CHP officers wrote 200,000 more citations in 2009 than in 2007, an 8% jump. Speeding and failure to stop were down, technical violations such as expired registration and faulty tires jumped much higher. Since it would not be possible to see the condition of a tire while the car is in motion, this is probably the result of officers handing out multiple violations during their traffic stops. link
Equation that my dad used to beat a ticket by causing reasonable doubt...
of citations per day x 20 days of duty per month x 5 months (since citation was writtent) = # of citations the officer has written since he wrote mine. I've only received 1 ticket since then (or within the last 5 years for that matter), so I remember the details a lot more clearer. I wasn't the car he saw speeding. My 8 month pregnant was following behind me the whole time. Not much else to it fellas. Reason I waited til the day of is because I have a 7 week old baby that's been taking my time along with a full-time job.
In Houston if you go to court the cops hardly ever show up they just let those people go and the people that pay without going to court are the only ones that pay
The only way I'd even fathom going to a second round would be if I were 200% positive I was not guilty of the violation in question (which if you were going 1mph over and got a ticket for speeding, you're technically guilty!), and I had a lawyer and documented evidence from the police dash cam and/or radar that it wasn't me.
Seriously, just wheel and deal with the D.A., get it over and done with, and be on your way. Were you wrongfully ticketed? Perhaps! But how do you plan to prove it? The ball is really in the Officer's court here and you're going to have an uphill battle to prove your innocence as you need irrefutable evidence to show that. Certainly trying to throw out some general statistics of how many tickets the CHP issue daily as a measure of "revenue generation" isn't going to win many allies with them. After all, they don't get paid if you get out of it!
First, the CHP says that funds generated from speeding tickets do not benefit either the CHP or the state of California and that all fines are levied by the local courts.
the CHP does not have "part time" officers.
All sworn officers are full-time. Additionally, the CHP says it prohibits quotas in writing tickets.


• _TASK PROMPT_: An exact reproduction of the entries is needed. Keep all pictures out of it.

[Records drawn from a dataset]

----

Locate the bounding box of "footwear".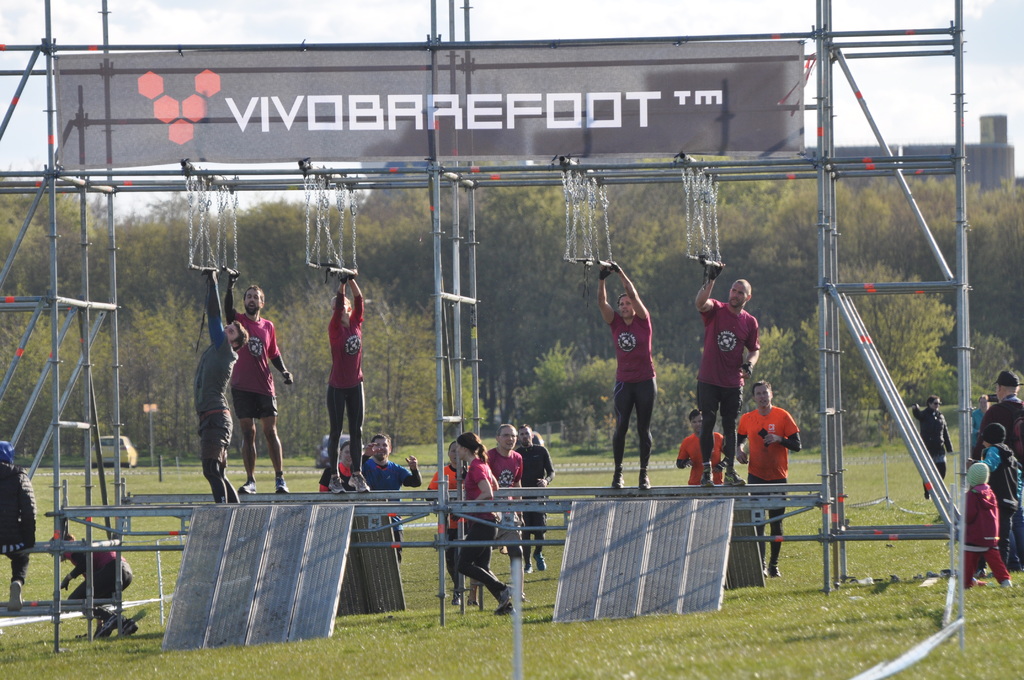
Bounding box: 449, 590, 462, 605.
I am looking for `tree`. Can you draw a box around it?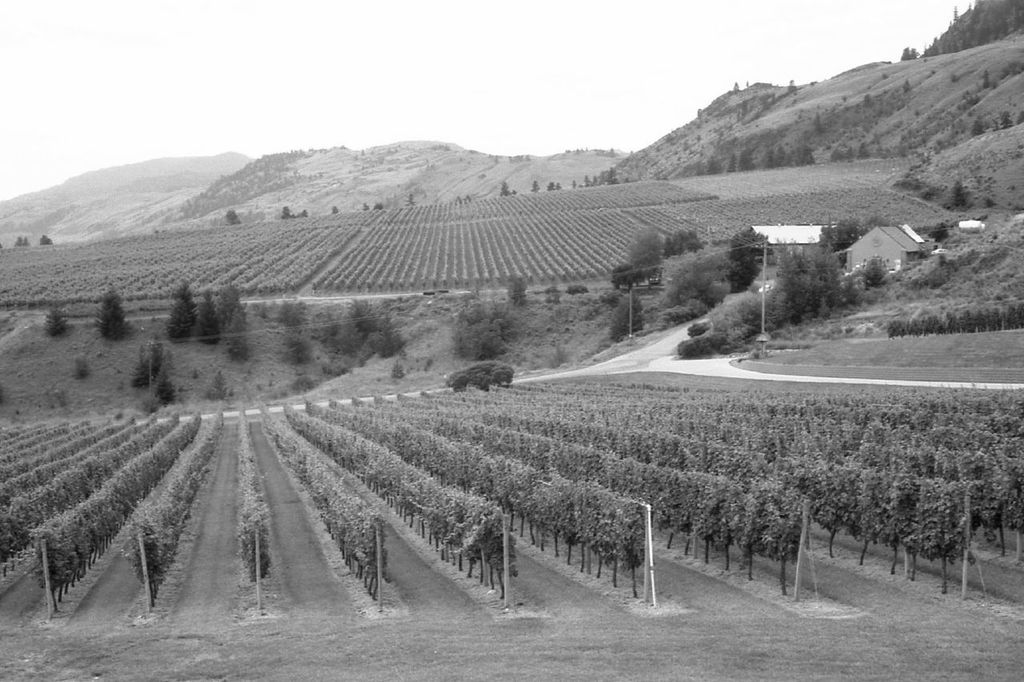
Sure, the bounding box is crop(46, 305, 69, 337).
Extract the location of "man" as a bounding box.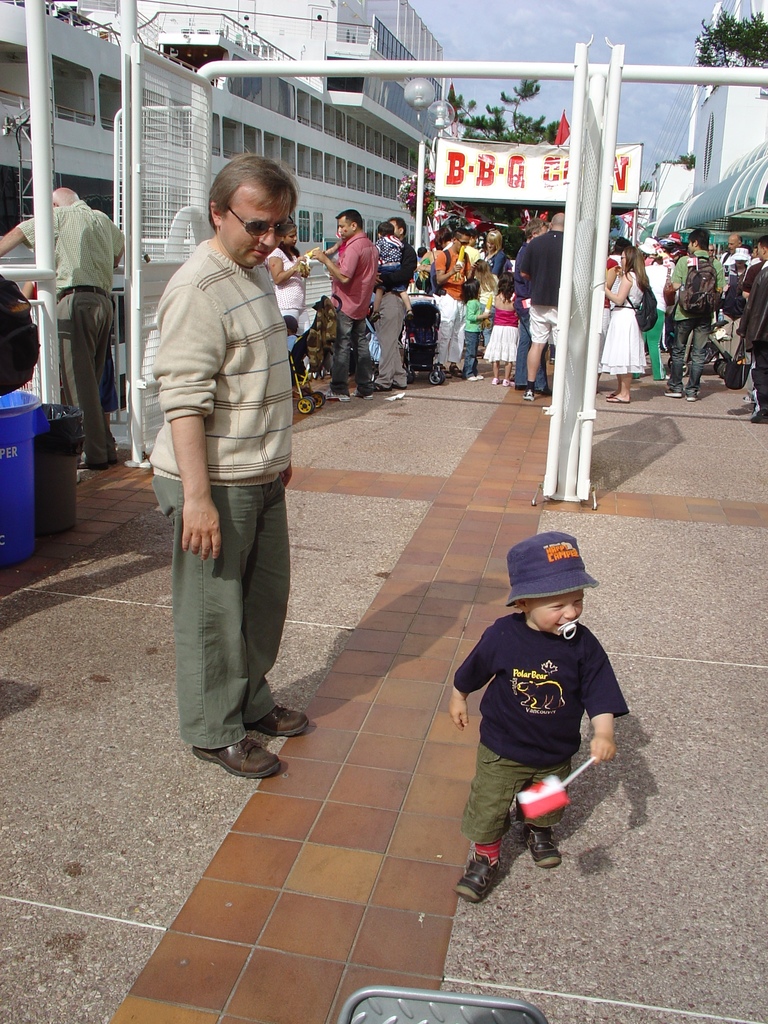
(x1=662, y1=228, x2=717, y2=405).
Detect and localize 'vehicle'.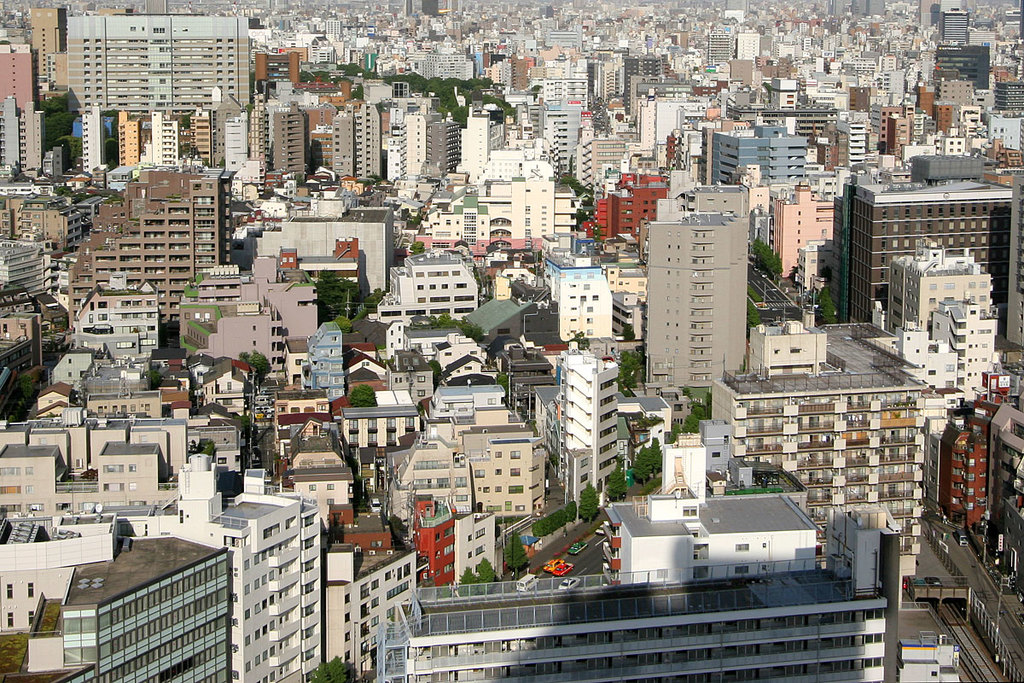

----

• _RESPONSE TO THIS EXERCISE_:
Locate the bounding box of "footwear".
Bounding box: 449, 590, 462, 605.
I am looking for `tree`. Can you draw a box around it?
Sure, the bounding box is crop(46, 305, 69, 337).
Extract the location of "man" as a bounding box.
(x1=662, y1=228, x2=717, y2=405).
Detect and localize 'vehicle'.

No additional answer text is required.